小保方さんに功績があるとすれば我々一般人に科学には検証が必要なことを改めて教えてくれてことでしょうか。現在オーソドックスな理論として教えられているものを当時の検証過程にさかのぼることでもう一度その意義を考えることの重要性を先月のNatureで取り上げてくれていました。15分40秒あたりから今回取り上げる話題が始まります。



こちらがEditorialです。もしダーウィンがいなかったらというDarwin Deletedという本は数年前に出たそうですが今回は別の歴史家が遺伝におけるメンデルの役割を見直します。nature always trumps nurtureというのは遺伝が環境よりも影響が大きいことを指しているのでしょう。nature or nurture(生まれか育ちか)は語感がいいのでペアでよく使われます。

Second thoughts
Revisiting the past can help to inform ideas of the present.

17 May 2016

What if Darwin had toppled overboard before he joined the evolutionary dots? That discussion seems useful, because it raises interesting questions about the state of knowledge, then and now, and how it is communicated and portrayed. In his 2013 book Darwin Deleted — in which the young Charles is, indeed, lost in a storm — the historian Peter Bowler argued that the theory of evolution would have emerged just so, but with the pieces perhaps placed in a different order, and therefore less antagonistic to religious society.

In this week’s World View, another historian offers an alternative pathway for science: what if the ideas of Gregor Mendel on the inheritance of traits had been challenged more robustly and more successfully by a rival interpretation by the scientist W. F. R. Weldon? Gregory Radick argues that a twentieth-century genetics driven more by Weldon’s emphasis on environmental context would have weakened the dominance of the current misleading impression that nature always trumps nurture.


Editorialの途中でIf the past is a foreign countryという見慣れない表現が使われていました。こういうのがあればその分野でよく言われていることや、有名な引用であるケースが多いですね。

Biologists may take issue with the methods, but the results seem less important than the fact that such an experiment could be performed at all. If the past is a foreign country, then it is also supposed to be one that cannot be revisited.

今回はL. P. Hartleyという作家の引用でした。

The Go-Between (1953)
The past is a foreign country; they do things differently there.


つい忘れてしまいがちですが通説というのは様々な検証を経たものなんですよね。

These ‘winners’ became dominant before all the criticisms against them were fully answered, which raises questions about why the debates went the way they did, and whether they could have gone otherwise — and if so, with what repercussions.

A well-informed interest in alternative scientific pasts can help us to take the actual past more seriously as a source of present-day insight. It can also help us to stay self-critical as we make choices in the present. Science without consensus would be chaos. But the price of consensus is eternal vigilance against complacency, and a willingness to contemplate the road otherwise not travelled.


こちらが投稿されたものです。
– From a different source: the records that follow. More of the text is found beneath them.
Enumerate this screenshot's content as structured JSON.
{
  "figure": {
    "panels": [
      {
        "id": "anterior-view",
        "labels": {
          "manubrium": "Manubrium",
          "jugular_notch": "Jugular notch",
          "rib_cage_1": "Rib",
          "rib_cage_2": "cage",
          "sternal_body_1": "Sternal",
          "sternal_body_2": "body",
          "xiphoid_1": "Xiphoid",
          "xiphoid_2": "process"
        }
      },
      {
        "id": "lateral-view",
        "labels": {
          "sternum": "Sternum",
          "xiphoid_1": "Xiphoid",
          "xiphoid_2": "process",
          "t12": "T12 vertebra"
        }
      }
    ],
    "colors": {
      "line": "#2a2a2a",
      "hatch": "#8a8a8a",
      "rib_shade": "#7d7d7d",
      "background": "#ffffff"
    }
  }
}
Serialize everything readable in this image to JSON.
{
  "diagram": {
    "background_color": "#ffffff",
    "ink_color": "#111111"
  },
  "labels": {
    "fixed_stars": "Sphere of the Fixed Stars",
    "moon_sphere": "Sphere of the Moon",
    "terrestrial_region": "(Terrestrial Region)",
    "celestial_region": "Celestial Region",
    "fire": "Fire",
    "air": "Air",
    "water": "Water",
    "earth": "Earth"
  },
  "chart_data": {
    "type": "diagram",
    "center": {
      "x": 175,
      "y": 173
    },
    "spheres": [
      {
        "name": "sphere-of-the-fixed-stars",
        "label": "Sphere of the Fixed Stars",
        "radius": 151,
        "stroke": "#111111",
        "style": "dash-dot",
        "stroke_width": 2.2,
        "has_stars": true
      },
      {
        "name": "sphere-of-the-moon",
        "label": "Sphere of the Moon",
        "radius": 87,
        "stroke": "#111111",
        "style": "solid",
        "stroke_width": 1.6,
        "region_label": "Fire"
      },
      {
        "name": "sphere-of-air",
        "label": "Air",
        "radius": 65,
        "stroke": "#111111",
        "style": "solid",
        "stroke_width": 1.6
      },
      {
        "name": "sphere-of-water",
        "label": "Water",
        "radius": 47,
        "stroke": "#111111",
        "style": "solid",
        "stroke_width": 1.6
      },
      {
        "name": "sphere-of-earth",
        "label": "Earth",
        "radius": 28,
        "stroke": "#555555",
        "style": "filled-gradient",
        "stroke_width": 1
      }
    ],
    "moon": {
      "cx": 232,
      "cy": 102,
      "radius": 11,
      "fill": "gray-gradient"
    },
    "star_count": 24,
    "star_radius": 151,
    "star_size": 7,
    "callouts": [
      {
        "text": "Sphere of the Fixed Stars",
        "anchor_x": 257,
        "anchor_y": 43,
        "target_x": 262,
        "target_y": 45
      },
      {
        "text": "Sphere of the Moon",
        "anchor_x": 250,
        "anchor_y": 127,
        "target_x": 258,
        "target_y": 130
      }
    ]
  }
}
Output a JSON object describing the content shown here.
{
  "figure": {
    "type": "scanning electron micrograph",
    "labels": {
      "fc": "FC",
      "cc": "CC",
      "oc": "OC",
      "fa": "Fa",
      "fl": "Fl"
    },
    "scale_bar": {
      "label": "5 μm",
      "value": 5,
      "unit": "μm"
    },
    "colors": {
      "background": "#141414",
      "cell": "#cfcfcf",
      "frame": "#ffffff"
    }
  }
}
指摘の通り遺伝子を決定論のように捉えがちですから、環境の重要性を見直すことも重要かもしれません。

Teach students the biology of their time
An experiment in genetics education reveals how Mendel’s legacy holds back the teaching of science, says Gregory Radick.

17 May 2016

Take genetics. The past year has seen prolonged celebrations of the work of Gregor Mendel, linked to the 150th anniversary of the paper that reported his experiments with hybrid peas. Mendel’s experiments are central to biology curricula across the world. By contrast, the criticisms levelled at Mendel’s ideas by W. F. R. Weldon, Linacre professor at the University of Oxford, UK, are a footnote.
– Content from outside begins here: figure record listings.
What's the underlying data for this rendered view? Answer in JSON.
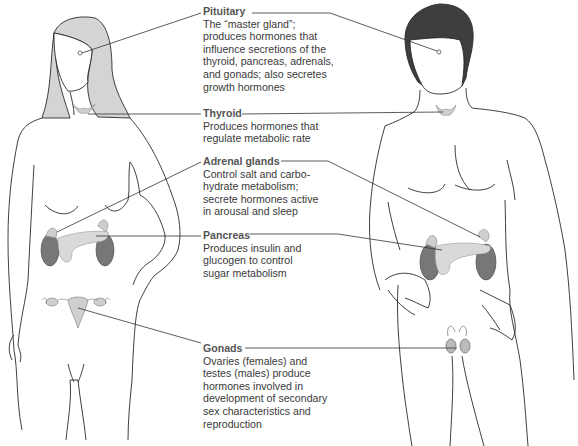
{
  "diagram": {
    "type": "labeled anatomical illustration",
    "figures": [
      {
        "name": "female",
        "position": "left",
        "glands_shown": [
          "pituitary",
          "thyroid",
          "adrenal glands",
          "pancreas",
          "ovaries"
        ]
      },
      {
        "name": "male",
        "position": "right",
        "glands_shown": [
          "pituitary",
          "thyroid",
          "adrenal glands",
          "pancreas",
          "testes"
        ]
      }
    ],
    "colors": {
      "female_hair": "#d4d4d4",
      "male_hair": "#3e3e3e",
      "kidney": "#777777",
      "gland_fill": "#cfcfcf",
      "outline": "#2a2a2a",
      "label_title": "#555555",
      "label_text": "#3a3a3a"
    }
  },
  "labels": [
    {
      "title": "Pituitary",
      "lines": [
        "The “master gland”;",
        "produces hormones that",
        "influence secretions of the",
        "thyroid, pancreas, adrenals,",
        "and gonads; also secretes",
        "growth hormones"
      ]
    },
    {
      "title": "Thyroid",
      "lines": [
        "Produces hormones that",
        "regulate metabolic rate"
      ]
    },
    {
      "title": "Adrenal glands",
      "lines": [
        "Control salt and carbo-",
        "hydrate metabolism;",
        "secrete hormones active",
        "in arousal and sleep"
      ]
    },
    {
      "title": "Pancreas",
      "lines": [
        "Produces insulin and",
        "glucogen to control",
        "sugar metabolism"
      ]
    },
    {
      "title": "Gonads",
      "lines": [
        "Ovaries (females) and",
        "testes (males) produce",
        "hormones involved in",
        "development of secondary",
        "sex characteristics and",
        "reproduction"
      ]
    }
  ]
}
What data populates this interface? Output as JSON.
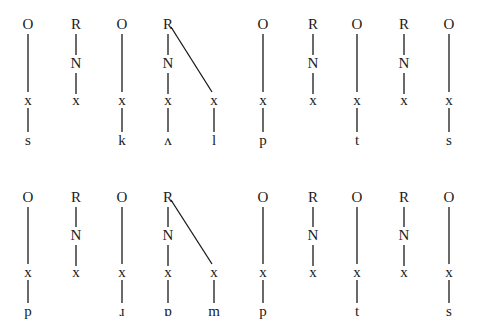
{
  "diagram": {
    "type": "syllable-structure-trees",
    "style": {
      "ink": "#1a1a1a",
      "background": "#ffffff"
    },
    "rows": [
      {
        "id": "row-1",
        "y": {
          "top": 24,
          "nucleus": 63,
          "skeleton": 100,
          "segment": 140
        },
        "constituents": [
          {
            "type": "O",
            "x": 28,
            "segments": [
              "s"
            ]
          },
          {
            "type": "R",
            "x": 76,
            "nucleus": "N",
            "segments": [
              null
            ]
          },
          {
            "type": "O",
            "x": 122,
            "segments": [
              "k"
            ]
          },
          {
            "type": "R",
            "x": 168,
            "nucleus": "N",
            "segments": [
              "ʌ"
            ],
            "coda": {
              "x": 214,
              "segment": "l"
            }
          },
          {
            "type": "O",
            "x": 263,
            "segments": [
              "p"
            ]
          },
          {
            "type": "R",
            "x": 313,
            "nucleus": "N",
            "segments": [
              null
            ]
          },
          {
            "type": "O",
            "x": 357,
            "segments": [
              "t"
            ]
          },
          {
            "type": "R",
            "x": 404,
            "nucleus": "N",
            "segments": [
              null
            ]
          },
          {
            "type": "O",
            "x": 449,
            "segments": [
              "s"
            ]
          }
        ]
      },
      {
        "id": "row-2",
        "y": {
          "top": 197,
          "nucleus": 235,
          "skeleton": 272,
          "segment": 311
        },
        "constituents": [
          {
            "type": "O",
            "x": 28,
            "segments": [
              "p"
            ]
          },
          {
            "type": "R",
            "x": 76,
            "nucleus": "N",
            "segments": [
              null
            ]
          },
          {
            "type": "O",
            "x": 122,
            "segments": [
              "ɹ"
            ]
          },
          {
            "type": "R",
            "x": 168,
            "nucleus": "N",
            "segments": [
              "ɒ"
            ],
            "coda": {
              "x": 214,
              "segment": "m"
            }
          },
          {
            "type": "O",
            "x": 263,
            "segments": [
              "p"
            ]
          },
          {
            "type": "R",
            "x": 313,
            "nucleus": "N",
            "segments": [
              null
            ]
          },
          {
            "type": "O",
            "x": 357,
            "segments": [
              "t"
            ]
          },
          {
            "type": "R",
            "x": 404,
            "nucleus": "N",
            "segments": [
              null
            ]
          },
          {
            "type": "O",
            "x": 449,
            "segments": [
              "s"
            ]
          }
        ]
      }
    ],
    "labels": {
      "onset": "O",
      "rime": "R",
      "nucleus": "N",
      "skeletal_slot": "x"
    }
  }
}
From 1902, Weldon’s views brought him into increasingly bad-tempered conflict with Mendel’s followers. In basic terms, the Mendel­i­­­­ans believed that inherited factors (later called ‘genes’) determine the visible characters of an organism, whereas Weldon saw context — developmental and environmental — as being just as important, with its influence making characters variable in ways that Mendelians ignored. The Mendelians won — helped by Weldon’s sudden death in 1906, before he published his ideas fully — and the teaching of genetics has emphasized the primacy of the gene ever since.

The problem is that the Mendelian ‘genes for’ approach is increasingly seen as out of step with twenty-first-century biology. If we are to realize the potential of the genomic age, critics say, we must find new concepts and language better matched to variablebiological reality. This is important in education, where the reliance on simple examples may even promote an outmoded determinism

 

地球温暖化懐疑主義者の原因は

 
アメリカで地球温暖化懐疑主義者が多いのは冬が暖かくなって住みやすくなっているからではないかという研究を今週のNatureが取り上げていました。誰でも思いつくようなことですがそれを実証する方法を論文としてまとめるのは大変ですよね。今回の研究者たちは何十年にも渡る温度変化と移住パターンから推論を導き出していました。Natureは有料記事だったので大学のプレスリリースを紹介します。
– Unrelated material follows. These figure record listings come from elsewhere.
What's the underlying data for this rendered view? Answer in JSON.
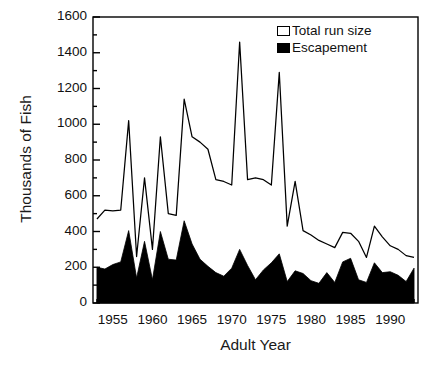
{
  "chart_data": {
    "type": "area",
    "title": "",
    "xlabel": "Adult Year",
    "ylabel": "Thousands of Fish",
    "xlim": [
      1952.5,
      1993.5
    ],
    "ylim": [
      0,
      1600
    ],
    "grid": false,
    "legend_position": "top-right",
    "y_ticks": [
      0,
      200,
      400,
      600,
      800,
      1000,
      1200,
      1400,
      1600
    ],
    "y_minor_step": 100,
    "x_ticks": [
      1955,
      1960,
      1965,
      1970,
      1975,
      1980,
      1985,
      1990
    ],
    "x_minor_step": 1,
    "x": [
      1953,
      1954,
      1955,
      1956,
      1957,
      1958,
      1959,
      1960,
      1961,
      1962,
      1963,
      1964,
      1965,
      1966,
      1967,
      1968,
      1969,
      1970,
      1971,
      1972,
      1973,
      1974,
      1975,
      1976,
      1977,
      1978,
      1979,
      1980,
      1981,
      1982,
      1983,
      1984,
      1985,
      1986,
      1987,
      1988,
      1989,
      1990,
      1991,
      1992,
      1993
    ],
    "series": [
      {
        "name": "Total run size",
        "style": "open-line",
        "color": "#000000",
        "values": [
          470,
          520,
          515,
          520,
          1020,
          260,
          700,
          300,
          930,
          500,
          490,
          1140,
          930,
          900,
          860,
          690,
          680,
          660,
          1460,
          690,
          700,
          690,
          660,
          1290,
          430,
          680,
          405,
          380,
          350,
          330,
          310,
          395,
          390,
          345,
          255,
          430,
          370,
          320,
          300,
          265,
          255
        ]
      },
      {
        "name": "Escapement",
        "style": "filled-area",
        "color": "#000000",
        "values": [
          200,
          190,
          215,
          230,
          405,
          140,
          345,
          130,
          400,
          245,
          240,
          460,
          330,
          245,
          205,
          170,
          150,
          195,
          300,
          210,
          130,
          185,
          225,
          275,
          120,
          180,
          165,
          125,
          110,
          170,
          115,
          230,
          250,
          130,
          115,
          225,
          170,
          175,
          155,
          120,
          195
        ]
      }
    ]
  },
  "legend": {
    "items": [
      {
        "label": "Total run size",
        "swatch": "open-square"
      },
      {
        "label": "Escapement",
        "swatch": "filled-square"
      }
    ]
  },
  "axes": {
    "y_tick_labels": [
      "1600",
      "1400",
      "1200",
      "1000",
      "800",
      "600",
      "400",
      "200",
      "0"
    ],
    "x_tick_labels": [
      "1955",
      "1960",
      "1965",
      "1970",
      "1975",
      "1980",
      "1985",
      "1990"
    ]
  }
}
Recent warmer winters may be cooling climate change concern

NEW YORK UNIVERSITY
April 20, 2016

The vast majority of Americans have experienced more favorable weather conditions over the past 40 years, researchers from New York University and Duke University have found. The trend is projected to reverse over the course of the coming century, but that shift may come too late to spur demands for policy responses to address climate change.

The analysis, published in the journal Nature, found that 80 percent of Americans live in counties where the weather is more pleasant than four decades ago. Winter temperatures have risen substantially throughout the United States since the 1970s, but summers have not become markedly more uncomfortable. The result is that weather has shifted toward a temperate year-round climate that Americans have been demonstrated to prefer.


念のためNatureに発表されたものも抜粋します。PodcastにMegan Mullinさんが出てお話しされていました。14分くらいです。スカンジナビアでは気温は温厚になっているが環境問題の意識は高いというツッコミを受けていました。確かにこういう研究は結論ありきのものになりがちです。

Recent improvement and projected worsening of weather in the United States
• Patrick J. Egan & Megan Mullin
Nature 532, 357–360 (21 April 2016) doi:10.1038/nature17441

Received 30 March 2015 Accepted 16 February 2016 Published online 20 April 2016

Our results have implications for the public’s understanding of the climate change problem, which is shaped in part by experiences with local weather15, 16, 17, 18, 19, 20. Whereas weather patterns in recent decades have served as a poor source of motivation for Americans to demand a policy response to climate change, public concern may rise once people’s everyday experiences of climate change effects start to become less pleasant.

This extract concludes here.